Five Fascinating Facts about Anthony Trollope

A short biography of Anthony Trollope, told in five interesting pieces of trivia

1. Trollope invented the postbox. Well, sort of. Born in 1815, Trollope worked for the Post Office for 33 years until his retirement in 1867 – by which time he was making so much money from his writing that he could afford to live by his pen full-time. During his time as surveyor general of the Post Office, he introduced the pillar box to Britain when they were trialled on the island of Jersey in 1854 (they were introduced to mainland Britain a year later). The pillar boxes were originally painted green, but in 1874 they were changed to red – supposedly because people kept bumping into them. 

Read more

Five Fascinating Facts about Gerard Manley Hopkins

The life of poet Gerard Manley Hopkins told through five great pieces of trivia

1. He kept a record of the dirty things he got up to. In his diaries, Gerard Manley Hopkins (1844-89) would write ‘O. H.’ whenever he had succumbed to the temptation to, shall we say, pleasure himself. This stood for ‘Old Habits’, but scholars are now largely agreed on what Hopkins was hinting at. As a Jesuit priest of strict self-control – he burned his early poems in 1868 when he joined the Society of Jesus, as he believed that even writing poetry was too self-indulgent for a man of God – he didn’t look kindly on himself when he gave in to these ‘old habits’. Hopkins was homosexual, and homoerotic undercurrents run throughout his work, though as far as we know he never had a romantic relationship with anyone. He also – controversially – viewed writing as a peculiarly ‘male gift’, drawing a covert link between pens and penises, as Sandra Gilbert and Susan Gubar pointed out. But lest you think the only interesting Hopkins facts relate to sex, let’s turn to more wholesome pursuits, shall we? Let’s turn to poetry… 

Read more

Five Fascinating Facts about Samuel Beckett

The life of Samuel Beckett, told through five pieces of literary and biographical trivia

1. The ominous date of his birth amused him. Born on Good Friday, 13 April, 1906, Samuel Barclay Beckett enjoyed the irony of being born on a date ripe with religious connotations – not least because, as well as being Good Friday, it was a date ripe with different, superstitious associations: Friday the 13th.

Read more

Five Fascinating Facts about J. B. Priestley

Interesting trivia about the life of writer J. B. Priestley, author of An Inspector Calls

1. John Boynton Priestley (1894-1984) wrote the first play ever to be televised. Although he’s better known for An Inspector Calls, several of Priestley’s other plays are notable. Priestley’s romantic comedy When We Are Married was the first play to be televised unedited from a theatre, on 16 November 1938. (On the subject of romance, Priestley himself was something of a ladies’ man, despite having what one acquaintance described as a ‘potato face‘ – see the excellent David Low caricature of Priestley below for more on this.) An Inspector Calls (1945) is, however, his most popular play, centring on the titular inspector’s visit to the home of the wealthy middle-class Birling family. In the course of his interview with the family, Inspector Goole discovers that every member of the family played a part in the tragic suicide of a local working-class woman named Eva Smith.

Read more

Five Fascinating Facts about Ernest Hemingway

By Dr Oliver Tearle (Loughborough University)

1. As a young boy, Ernest Hemingway was dressed in girls’ clothing by his mother and referred to as ‘Ernestine’.

We begin this selection of great Ernest Hemingway facts with a rather revealing nugget about his childhood: Hemingway’s mother had been hoping for a girl.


Exercise instructions => Using the exact wording, repeat every line of the material.

Data to examine =>
>>>>>

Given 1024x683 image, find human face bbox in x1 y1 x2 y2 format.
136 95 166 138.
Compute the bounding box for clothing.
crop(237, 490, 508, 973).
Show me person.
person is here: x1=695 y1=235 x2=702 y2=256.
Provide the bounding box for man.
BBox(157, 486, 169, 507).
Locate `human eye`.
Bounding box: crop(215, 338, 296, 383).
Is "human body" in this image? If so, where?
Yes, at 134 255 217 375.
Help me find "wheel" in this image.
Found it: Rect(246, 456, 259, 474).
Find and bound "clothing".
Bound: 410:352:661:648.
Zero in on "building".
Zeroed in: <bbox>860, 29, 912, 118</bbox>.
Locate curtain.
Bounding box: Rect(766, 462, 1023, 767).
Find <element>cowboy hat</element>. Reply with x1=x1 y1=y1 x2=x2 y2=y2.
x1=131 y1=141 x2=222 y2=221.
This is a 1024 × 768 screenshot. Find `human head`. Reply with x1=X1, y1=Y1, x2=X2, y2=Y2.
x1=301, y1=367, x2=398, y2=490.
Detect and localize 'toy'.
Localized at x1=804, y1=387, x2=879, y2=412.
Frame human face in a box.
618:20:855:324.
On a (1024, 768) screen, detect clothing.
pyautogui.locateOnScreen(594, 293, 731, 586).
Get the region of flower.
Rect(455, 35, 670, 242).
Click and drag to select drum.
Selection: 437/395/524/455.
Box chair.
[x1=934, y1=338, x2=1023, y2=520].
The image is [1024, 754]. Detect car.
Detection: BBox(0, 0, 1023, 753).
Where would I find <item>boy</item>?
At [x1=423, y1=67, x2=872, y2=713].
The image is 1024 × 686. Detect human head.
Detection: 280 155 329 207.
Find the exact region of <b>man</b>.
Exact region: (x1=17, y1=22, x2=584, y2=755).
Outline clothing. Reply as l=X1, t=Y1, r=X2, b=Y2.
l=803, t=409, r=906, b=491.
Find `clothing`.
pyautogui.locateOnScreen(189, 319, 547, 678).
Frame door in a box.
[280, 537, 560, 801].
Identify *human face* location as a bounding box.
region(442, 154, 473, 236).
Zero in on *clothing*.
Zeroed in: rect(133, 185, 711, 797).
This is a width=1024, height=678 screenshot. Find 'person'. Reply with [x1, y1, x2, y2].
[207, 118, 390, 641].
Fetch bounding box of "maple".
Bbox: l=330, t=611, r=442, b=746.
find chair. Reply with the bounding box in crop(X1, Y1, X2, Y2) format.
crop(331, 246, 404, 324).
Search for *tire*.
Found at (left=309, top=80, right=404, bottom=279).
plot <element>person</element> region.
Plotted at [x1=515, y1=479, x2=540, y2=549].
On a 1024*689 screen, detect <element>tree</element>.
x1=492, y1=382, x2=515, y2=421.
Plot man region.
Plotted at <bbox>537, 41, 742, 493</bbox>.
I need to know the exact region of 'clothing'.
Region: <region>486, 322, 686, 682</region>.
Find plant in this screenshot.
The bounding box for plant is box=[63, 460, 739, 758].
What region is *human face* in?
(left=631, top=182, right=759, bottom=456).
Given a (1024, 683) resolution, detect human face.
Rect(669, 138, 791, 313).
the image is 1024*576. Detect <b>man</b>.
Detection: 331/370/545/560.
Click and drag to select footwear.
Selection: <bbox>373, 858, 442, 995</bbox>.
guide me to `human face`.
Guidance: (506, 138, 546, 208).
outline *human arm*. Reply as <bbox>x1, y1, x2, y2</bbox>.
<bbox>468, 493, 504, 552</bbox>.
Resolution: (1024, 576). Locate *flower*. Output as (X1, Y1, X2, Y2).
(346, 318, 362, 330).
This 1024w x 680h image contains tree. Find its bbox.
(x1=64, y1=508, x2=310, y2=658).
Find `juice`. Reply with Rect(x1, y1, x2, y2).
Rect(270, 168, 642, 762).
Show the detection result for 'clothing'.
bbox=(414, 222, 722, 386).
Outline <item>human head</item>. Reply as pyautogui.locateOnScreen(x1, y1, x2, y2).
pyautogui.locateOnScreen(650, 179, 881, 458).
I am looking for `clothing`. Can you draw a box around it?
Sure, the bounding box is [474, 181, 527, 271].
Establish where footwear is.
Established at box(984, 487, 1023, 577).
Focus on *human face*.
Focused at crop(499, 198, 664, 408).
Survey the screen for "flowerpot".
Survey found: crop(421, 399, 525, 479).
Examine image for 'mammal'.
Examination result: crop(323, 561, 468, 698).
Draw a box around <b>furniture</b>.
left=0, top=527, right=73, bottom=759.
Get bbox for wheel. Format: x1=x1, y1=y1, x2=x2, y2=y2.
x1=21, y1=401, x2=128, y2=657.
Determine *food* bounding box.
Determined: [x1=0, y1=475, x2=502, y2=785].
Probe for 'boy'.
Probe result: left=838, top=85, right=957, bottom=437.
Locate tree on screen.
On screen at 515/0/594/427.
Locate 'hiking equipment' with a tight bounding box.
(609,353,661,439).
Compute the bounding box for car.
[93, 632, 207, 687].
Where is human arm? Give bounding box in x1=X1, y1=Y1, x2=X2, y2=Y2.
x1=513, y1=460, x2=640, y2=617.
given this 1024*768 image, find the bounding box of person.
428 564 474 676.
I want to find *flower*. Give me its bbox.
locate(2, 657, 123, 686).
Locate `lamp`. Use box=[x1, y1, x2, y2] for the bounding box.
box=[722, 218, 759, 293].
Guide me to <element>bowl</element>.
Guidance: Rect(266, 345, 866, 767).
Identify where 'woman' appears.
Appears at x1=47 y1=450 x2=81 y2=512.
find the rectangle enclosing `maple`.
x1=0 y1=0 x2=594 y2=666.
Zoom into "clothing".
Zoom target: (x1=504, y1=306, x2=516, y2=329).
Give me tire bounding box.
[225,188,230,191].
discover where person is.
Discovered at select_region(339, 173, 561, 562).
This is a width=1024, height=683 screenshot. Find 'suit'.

<<<<<

Answer to this task =>
Given 1024x683 image, find human face bbox in x1 y1 x2 y2 format.
136 95 166 138.
Compute the bounding box for clothing.
crop(237, 490, 508, 973).
Show me person.
person is here: x1=695 y1=235 x2=702 y2=256.
Provide the bounding box for man.
BBox(157, 486, 169, 507).
Locate `human eye`.
Bounding box: crop(215, 338, 296, 383).
Is "human body" in this image? If so, where?
Yes, at 134 255 217 375.
Help me find "wheel" in this image.
Found it: Rect(246, 456, 259, 474).
Find and bound "clothing".
Bound: 410:352:661:648.
Zero in on "building".
Zeroed in: <bbox>860, 29, 912, 118</bbox>.
Locate curtain.
Bounding box: Rect(766, 462, 1023, 767).
Find <element>cowboy hat</element>. Reply with x1=x1 y1=y1 x2=x2 y2=y2.
x1=131 y1=141 x2=222 y2=221.
This is a 1024 × 768 screenshot. Find `human head`. Reply with x1=X1, y1=Y1, x2=X2, y2=Y2.
x1=301, y1=367, x2=398, y2=490.
Detect and localize 'toy'.
Localized at x1=804, y1=387, x2=879, y2=412.
Frame human face in a box.
618:20:855:324.
On a (1024, 768) screen, detect clothing.
pyautogui.locateOnScreen(594, 293, 731, 586).
Get the region of flower.
Rect(455, 35, 670, 242).
Click and drag to select drum.
Selection: 437/395/524/455.
Box chair.
[x1=934, y1=338, x2=1023, y2=520].
The image is [1024, 754]. Detect car.
Detection: BBox(0, 0, 1023, 753).
Where would I find <item>boy</item>?
At [x1=423, y1=67, x2=872, y2=713].
The image is 1024 × 686. Detect human head.
Detection: 280 155 329 207.
Find the exact region of <b>man</b>.
Exact region: (x1=17, y1=22, x2=584, y2=755).
Outline clothing. Reply as l=X1, t=Y1, r=X2, b=Y2.
l=803, t=409, r=906, b=491.
Find `clothing`.
pyautogui.locateOnScreen(189, 319, 547, 678).
Frame door in a box.
[280, 537, 560, 801].
Identify *human face* location as a bounding box.
region(442, 154, 473, 236).
Zero in on *clothing*.
Zeroed in: rect(133, 185, 711, 797).
This is a width=1024, height=678 screenshot. Find 'person'. Reply with [x1, y1, x2, y2].
[207, 118, 390, 641].
Fetch bounding box of "maple".
Bbox: l=330, t=611, r=442, b=746.
find chair. Reply with the bounding box in crop(X1, Y1, X2, Y2) format.
crop(331, 246, 404, 324).
Search for *tire*.
Found at (left=309, top=80, right=404, bottom=279).
plot <element>person</element> region.
Plotted at [x1=515, y1=479, x2=540, y2=549].
On a 1024*689 screen, detect <element>tree</element>.
x1=492, y1=382, x2=515, y2=421.
Plot man region.
Plotted at <bbox>537, 41, 742, 493</bbox>.
I need to know the exact region of 'clothing'.
Region: <region>486, 322, 686, 682</region>.
Find plant in this screenshot.
The bounding box for plant is box=[63, 460, 739, 758].
What region is *human face* in?
(left=631, top=182, right=759, bottom=456).
Given a (1024, 683) resolution, detect human face.
Rect(669, 138, 791, 313).
the image is 1024*576. Detect <b>man</b>.
Detection: 331/370/545/560.
Click and drag to select footwear.
Selection: <bbox>373, 858, 442, 995</bbox>.
guide me to `human face`.
Guidance: (506, 138, 546, 208).
outline *human arm*. Reply as <bbox>x1, y1, x2, y2</bbox>.
<bbox>468, 493, 504, 552</bbox>.
Resolution: (1024, 576). Locate *flower*. Output as (X1, Y1, X2, Y2).
(346, 318, 362, 330).
This 1024w x 680h image contains tree. Find its bbox.
(x1=64, y1=508, x2=310, y2=658).
Find `juice`. Reply with Rect(x1, y1, x2, y2).
Rect(270, 168, 642, 762).
Show the detection result for 'clothing'.
bbox=(414, 222, 722, 386).
Outline <item>human head</item>. Reply as pyautogui.locateOnScreen(x1, y1, x2, y2).
pyautogui.locateOnScreen(650, 179, 881, 458).
I am looking for `clothing`. Can you draw a box around it?
Sure, the bounding box is [474, 181, 527, 271].
Establish where footwear is.
Established at box(984, 487, 1023, 577).
Focus on *human face*.
Focused at crop(499, 198, 664, 408).
Survey the screen for "flowerpot".
Survey found: crop(421, 399, 525, 479).
Examine image for 'mammal'.
Examination result: crop(323, 561, 468, 698).
Draw a box around <b>furniture</b>.
left=0, top=527, right=73, bottom=759.
Get bbox for wheel. Format: x1=x1, y1=y1, x2=x2, y2=y2.
x1=21, y1=401, x2=128, y2=657.
Determine *food* bounding box.
Determined: [x1=0, y1=475, x2=502, y2=785].
Probe for 'boy'.
Probe result: left=838, top=85, right=957, bottom=437.
Locate tree on screen.
On screen at 515/0/594/427.
Locate 'hiking equipment' with a tight bounding box.
(609,353,661,439).
Compute the bounding box for car.
[93, 632, 207, 687].
Where is human arm? Give bounding box in x1=X1, y1=Y1, x2=X2, y2=Y2.
x1=513, y1=460, x2=640, y2=617.
given this 1024*768 image, find the bounding box of person.
428 564 474 676.
I want to find *flower*. Give me its bbox.
locate(2, 657, 123, 686).
Locate `lamp`. Use box=[x1, y1, x2, y2] for the bounding box.
box=[722, 218, 759, 293].
Guide me to <element>bowl</element>.
Guidance: Rect(266, 345, 866, 767).
Identify where 'woman' appears.
Appears at x1=47 y1=450 x2=81 y2=512.
find the rectangle enclosing `maple`.
x1=0 y1=0 x2=594 y2=666.
Zoom into "clothing".
Zoom target: (x1=504, y1=306, x2=516, y2=329).
Give me tire bounding box.
[225,188,230,191].
discover where person is.
Discovered at select_region(339, 173, 561, 562).
This is a width=1024, height=683 screenshot. Find 'suit'.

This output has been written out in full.